Court voids airstrip ruling
A Coeur d’Alene couple is back to square one with a contested private airstrip following an Idaho Supreme Court decision Thursday.
Chief justice Linda Copple Trout and justices Wayne L. Kidwell, Daniel T. Eismann and Roger S. Burdick voided a May Kootenai County District Court ruling that said Brent and Moura Regan’s airstrip south of Coeur d’Alene was in violation of Kootenai County law. The decision was dismissed because the Regans didn’t attempt to solve the problem outside the courtroom beforehand, giving the court no jurisdiction to hear it.
“The Supreme Court shook its finger at me, at the county’s attorney and at the judge, saying, ‘You guys should have spotted this earlier,’ ” said Regan’s attorney, Harvey Richman.
The Regans own an airstrip on 175 acres in an agricultural suburban zone along Borley Road in a rural area a few miles east of Coeur d’Alene. Brent Regan occasionally used it for personal flights. The airstrip was the site of a plane crash that killed two and injured one in October 2002.
The Kootenai County planning department said the airstrip violated county law and sent a letter in 1999 threatening to sue the Regans if they didn’t stop using the airstrip, appeal the county’s interpretation of the ordinance or apply for an amendment to the ordinance.
Instead, the Regans filed a suit in 2002 for relief against Kootenai County while asking for an interpretation of the ordinance as it applied to their private strip.
The district court ruled against the Regans a year later, prohibiting them from taking off or landing aircraft on their property.
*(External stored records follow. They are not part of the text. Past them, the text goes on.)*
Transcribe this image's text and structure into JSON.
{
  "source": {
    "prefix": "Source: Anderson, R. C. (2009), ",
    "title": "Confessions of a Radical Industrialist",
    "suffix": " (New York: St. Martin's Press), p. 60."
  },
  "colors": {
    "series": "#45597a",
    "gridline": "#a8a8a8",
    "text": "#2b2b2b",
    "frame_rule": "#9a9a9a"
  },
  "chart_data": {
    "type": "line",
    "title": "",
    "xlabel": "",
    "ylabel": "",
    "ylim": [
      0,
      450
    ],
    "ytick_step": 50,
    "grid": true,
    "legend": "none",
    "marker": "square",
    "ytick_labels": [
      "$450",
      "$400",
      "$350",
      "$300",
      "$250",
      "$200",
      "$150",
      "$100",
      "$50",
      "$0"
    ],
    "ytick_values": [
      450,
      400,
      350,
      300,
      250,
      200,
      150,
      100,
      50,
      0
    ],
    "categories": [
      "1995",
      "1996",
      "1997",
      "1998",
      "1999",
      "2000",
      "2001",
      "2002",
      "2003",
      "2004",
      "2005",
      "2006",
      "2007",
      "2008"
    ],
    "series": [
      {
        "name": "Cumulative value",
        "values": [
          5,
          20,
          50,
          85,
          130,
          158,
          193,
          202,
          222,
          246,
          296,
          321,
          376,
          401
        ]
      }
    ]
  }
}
They appealed the case to the Idaho Supreme Court.
But justices said the dstrict court should not have heard the case in the first place. In Idaho, people must first try to solve county problems through local administrative appeal processes before challenging administrative acts.
“This issue should have been pursued before the Kootenai County zoning authorities, under the procedures of the County’s administrative appeal ordinance and the Local Land Use Planning Act, and not by the district court through declaratory relief,” the ruling said.
Rand Wichman, building and planning director for the county, said the ruling is what he expected, adding the issue could have been resolved if the Regans carried out suggestions made by the planning department in 1999.
Wichman said Regan filed for a permit a few months ago that would legalize his airstrip, but he requested it not be heard until after the Supreme Court decision.
“I expect that we will be sorting through the issues for some time,” Wichman said.
Richman said the Regans plan to start the administrative procedure once the mandate is handed down in about a month.
“We have to start all over again, and that’s unfortunate,” he said.